The same is true of the division's vehicles. Few tanks, Bradleys or humvees are now in condition to drive back to Kuwait, and many will have to be shipped back on flatbed trucks.

Yet the whole of the 2nd ("Spartan") Brigade, including the 4/64 armored battalion (in which I was embedded until recently) has now been ordered to Falluja, the No. 1 flashpoint in the country.

Leave aside the questionable logic of sending in a combat-weary tank unit - albeit one which has performed policing tasks magnificently - to perform tasks better suited to armored cavalry and infantry. Why send worn-out soldiers - quite possibly at the end of their tether - to a matchbox like Falluja when there are thousands of fresh combat troops all over Iraq?

Not to mention the 1st Cavalry Division, the 1st Infantry Division or the 25th Infantry Division, and significant parts of other units like the 82d airborne - all or most of which are sitting pretty at home.

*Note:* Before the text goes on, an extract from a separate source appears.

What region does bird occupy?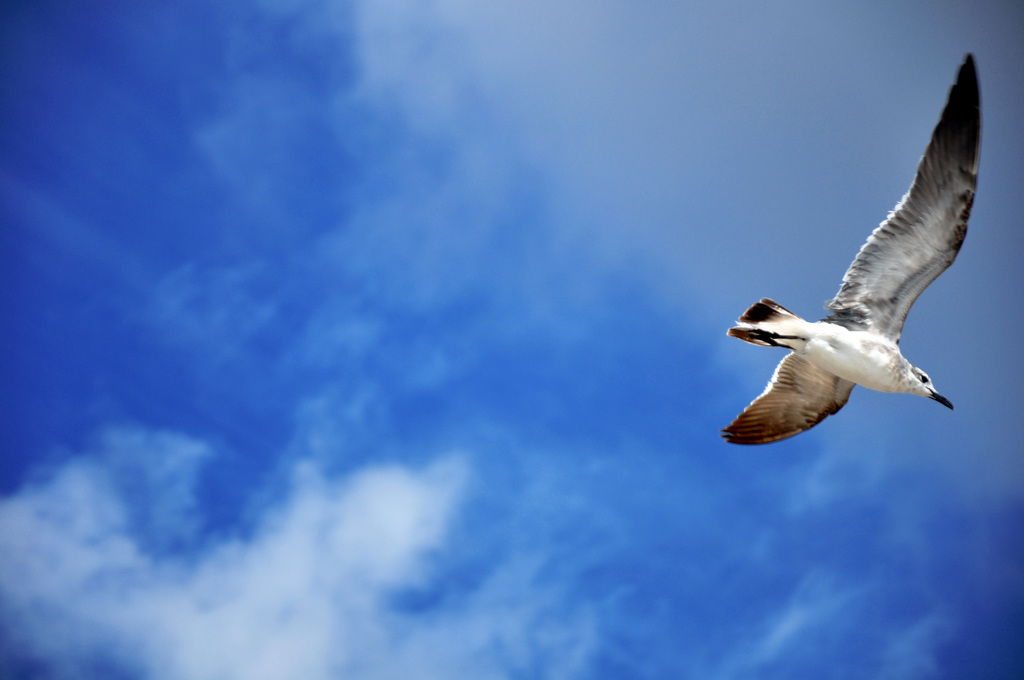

It may be that there are genuine strategic reasons for keeping these units in reserve, rather than rotating them through Iraq. There may also be a convincing argument even for using the battered 3ID to do the heavy lifting in places like Falluja, instead of relatively unblooded units like the 1st Armored.

But all of this seems to show that the U.S. Army not should not be shrunk from 10 divisions to eight, as reportedly planned by Defense Secretary Donald Rumsfeld. Indeed, given that its tasks now and in the future involve operations other than war, it may be that our 10-division army is simply too small for the post-9/11 era.

As Lt.-Col. Wesley of the 2nd Brigade Combat Team explains, when assessing the necessary size of the army "the real issue is the ability to sustain force projection over time." (For every division on deployment, you typically have one recovering from the same, while another prepares to take its place).

It may also be time to consider raising auxiliary forces in Iraq to lessen the burden on our troops. (The Kurdish peshmerga are a ready-made one, though the use of an ethnic minority to maintain order in a conquered country carries its own risks.)

Admittedly, the use of foreign auxiliaries trained and even officered by Americans would be a measure troublingly redolent of empire. And it's one that would make explicit all the issues about post-liberation Iraq that seem to have received bizarrely inadequate consideration from the Pentagon (even given that the war ended several weeks earlier than planners expected).

An alternative would be to subsidize the temporary deployment of friendly foreign forces to help police Iraq. (Apparently, Washington has already approached India on this.) This, too, would entail political risk.

In the meantime, however, the Pentagon should do right by the division that took Baghdad - and let it come home to enjoy the appreciation of the American people for a stunning victory.